In times when we lack inspiration, it might help to have a program randomly picking an aphorism for us. An aphorism is a concise expression of a general truth or principle. But you can also use a joke or anything else.
Let's see how we can implement this with desktop notifications, python, and cron.
Requirements
You will need these
- python3 with notify2 library. Install it with
pip install notify2
- a notification daemon. I use and recommend dunst if you are on Linux and want a full-featured and lightweight daemon.
- A way to run your script periodically. A popular way under Linux is to use Cron, which has various implemetations. I recommend the package cronie.
Once you have all of them installed, you will need to run dunst by typing dunst
in a terminal. Also start cronie. In Archlinux do systemctl start cronie
.
With all these points checked, we are ready to script!
Python script
Notify2 is quite simple to use. If you want try sending a notification, use
import notify2
notify2.init("Program name") # Define the name of your program which will send notifications
n = notify2.Notification("Hello world!")
n.show()
You should see appearing a notification on your desktop.
Now that we know how to notify, let's extract a random aphorism. You may populate a file called aphorisms.txt
with a handful of aphorisms.
Actions speak louder than words.
Give a man a fish and you feed him for a day; teach a man to fish and you feed him for a lifetime.
You can kill a man but you can't kill an idea.
Genius is one percent inspiration and 99 percent perspiration.
Measure twice cut once.
To extract a random aphorism from this file, we will read all lines of the file, and select one line randomly.
import random
with open("aphorisms.txt", mode='r') as f:
aphorisms = f.readlines()
choice = random.randint(1,len(aphorisms) - 1)] # Choose one line randomly.
aphorism = aphorisms[choice].strip()
Use .strip()
to remove the trailing \n
character which is means "new line" when reading the file.
Last thing we have to tell our script which D-Bus address to use. D-Bus is the program in Linux which enable programs to interact. By telling which D-Bus address to use, the script will successfully reach the notification daemon running on your graphical user session. Enough with complicated stuff, you just have to write:
import os
os.environ['DBUS_SESSION_BUS_ADDRESS'] = 'unix:path=/run/user/1000/bus'
unix:path=/run/user/1000/bus
may differ in your case. To check your settings, open a terminal and run echo $DBUS_SESSION_BUS_ADDRESS
, then copy the exact output of the command instead.
We finally obtain the following code. I used functions to make it easily understandable.
#!/usr/bin/python
# -*- coding: utf-8 -*-
import notify2
import random
import os
os.environ['DBUS_SESSION_BUS_ADDRESS'] = 'unix:path=/run/user/1000/bus'
def get_aphorisms(path):
with open(path, mode='r') as f:
return f.readlines()
notify2.init('Random aphorism')
def notify(message):
notify2.Notification(message).show()
def random_aphorism(path):
aphorisms = get_aphorisms(path)
return aphorisms[random.randint(1,len(aphorisms) - 1)].strip()
if __name__=="__main__":
path = "/path/to/your/data/aphorisms.txt"
aphorism = random_aphorism(path)
notify(aphorism)
Regular notifications
Let's now display it every three hours. We make a cron job with cronie, by running crontab -e
. It should open your text editor, defined by the environment variable $VISUAL
, and defaults to vi. In the file to edit, put
0 */3 * * * /bin/python /path/to/your/script/aphorism.py
Add at least one blank line at the end of the file or crontab will complain about "premature EOF". Be careful about spelling as Cron won't tell you whether your command failed.
Improvements
That's all for today! You can improve the code by adding the author of the aphorism, or quote, using notify2.Notification(message, author).show()
instead. The complete code is also available on my github.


## REQUIREMENT
Where an image occurs, skip it and print the rest of the records verbatim.

## MATERIAL TO PROCESS

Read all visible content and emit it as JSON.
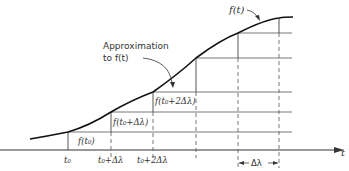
{
  "diagram": {
    "curve_label": "f(t)",
    "approx_label_line1": "Approximation",
    "approx_label_line2": "to f(t)",
    "step_labels": [
      "f(t₀)",
      "f(t₀+Δλ)",
      "f(t₀+2Δλ)"
    ],
    "axis_label": "t",
    "tick_labels": [
      "t₀",
      "t₀+Δλ",
      "t₀+2Δλ"
    ],
    "interval_label": "Δλ",
    "colors": {
      "line": "#222222",
      "grid": "#555555",
      "background": "#ffffff"
    }
  }
}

## WORKED SOLUTION
Read all visible content and emit it as JSON.
{
  "diagram": {
    "curve_label": "f(t)",
    "approx_label_line1": "Approximation",
    "approx_label_line2": "to f(t)",
    "step_labels": [
      "f(t₀)",
      "f(t₀+Δλ)",
      "f(t₀+2Δλ)"
    ],
    "axis_label": "t",
    "tick_labels": [
      "t₀",
      "t₀+Δλ",
      "t₀+2Δλ"
    ],
    "interval_label": "Δλ",
    "colors": {
      "line": "#222222",
      "grid": "#555555",
      "background": "#ffffff"
    }
  }
}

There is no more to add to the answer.